Accountability makes for meaningful action

Business sustainability requires persistence, consistency, and deepening of effort as interim goals are met, new processes are codified, and a level of competency and skill is achieved. This enables sustainability to be embedded into a company’s products, operations, and organizational culture. 

Holding businesses accountable for their sustainability statements and actions has allowed real, measurable progress to be made in this arena. If a company becomes a supplier to Walmart, a multinational retail corporation, it is required to sign onto Project Gigaton where emissions data is disclosed, shared, and where suppliers start their carbon reduction journeys. Walmart also mandates that all its suppliers disclose to CDP, where reporting companies are graded on what progress they’ve made in their sustainability journeys, with grades shared back to Walmart on every one of its suppliers. Walmart launched Project Gigaton in 2017 with the goal of reducing or avoiding one billion metric tons (or a gigaton) of greenhouse gas emissions from its global value chain by 2030. Earlier this year, Doug McMillon, Walmart’s CEO, announced that the company had achieved its “moonshot Project Gigaton goal” six years earlier than expected, equivalent to eliminating Japan’s annual carbon emissions.

Engagement wins hearts and minds, and helps realize goals

Millennials and Gen Z have natural value-alignment with sustainability. They, along with Gen Alpha, are the generations that will be most affected by global warming in this century. According to a 2024 Deloitte survey, 79% of millennials and 77% of Gen Zs want governments to play a role in pushing businesses to address climate change. These young professionals want a seat at the table to help businesses take sustainable action, whether or not they have “sustainability” or “environment” in their job titles. Fresh Del Monte, the world’s leading vertically integrated producer, distributor and marketer of fresh-cut fruits and vegetables, is one company making an effort, having won the 2024 SEAL Business Sustainability Award winner, and becoming a signatory to the newly-created  U.S. Food Waste Pact. The company also understands the urgency in providing foundational sustainability education to its workforce. It leverages employee excitement to progress company efforts to reduce unnecessary food waste and associated carbon emissions through incentive-based staff engagement competitions at its manufacturing plants. 

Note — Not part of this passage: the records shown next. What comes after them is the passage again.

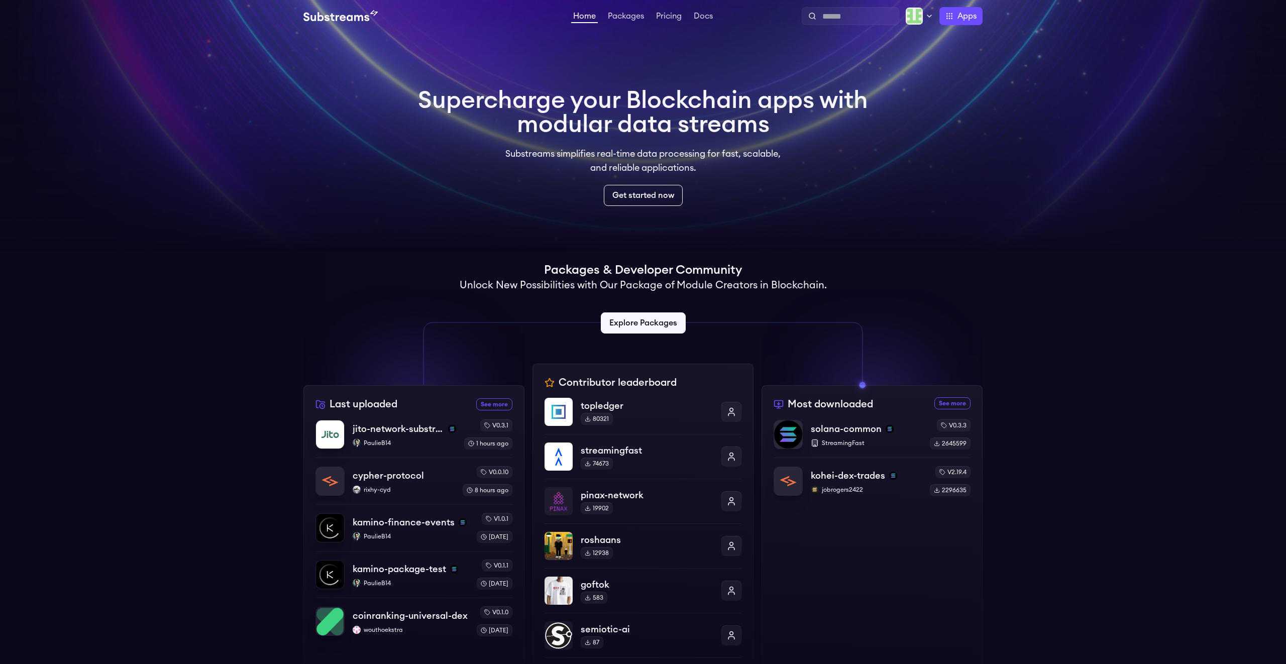  I want to click on img: semiotic-ai, so click(559, 635).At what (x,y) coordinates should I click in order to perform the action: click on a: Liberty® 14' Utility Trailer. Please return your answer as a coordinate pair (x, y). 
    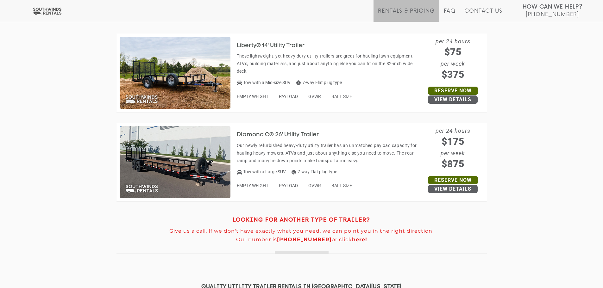
    Looking at the image, I should click on (275, 45).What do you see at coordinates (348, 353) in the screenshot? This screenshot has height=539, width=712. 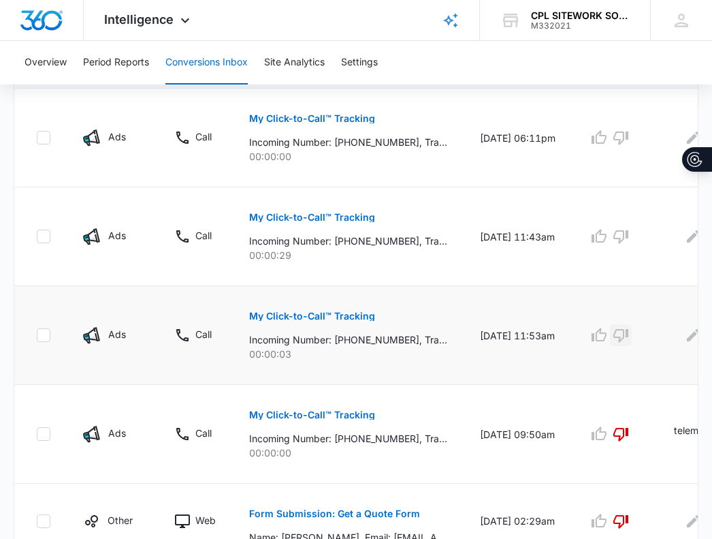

The work is hard but rewarding

Corporate sustainability can be a messy business. Sandboxes are messy. So is cooking. But both are fun and rewarding. Sustainability can be too. At the start of a company’s sustainability journey, collecting data is challenging. Datasets are often missing or frustratingly incomplete. Additionally, client expectations and new legislation are moving targets, leaving companies feeling as if they are perpetually gasping for air.  On the brighter side, the act of going through the data collection and measurement process uncovers information gaps to be better understood and brings a deeper awareness of carbon reduction initiatives to be implemented. 

Sustainability is about progress, not perfection. It is about committing to the effort and communicating the journey honestly. Channel a state of stubborn optimism. The climate crisis is ours to solve and it is very well solvable. Stay motivated, focused, and optimistic.

Gaertner is the founder and CEO of the sustainability consultancy, TripleWin Advisory, technical advisor to the Loopt Foundation, and contributing author to Proven Climate Solutions: Leading Voices on How to Accelerate Change.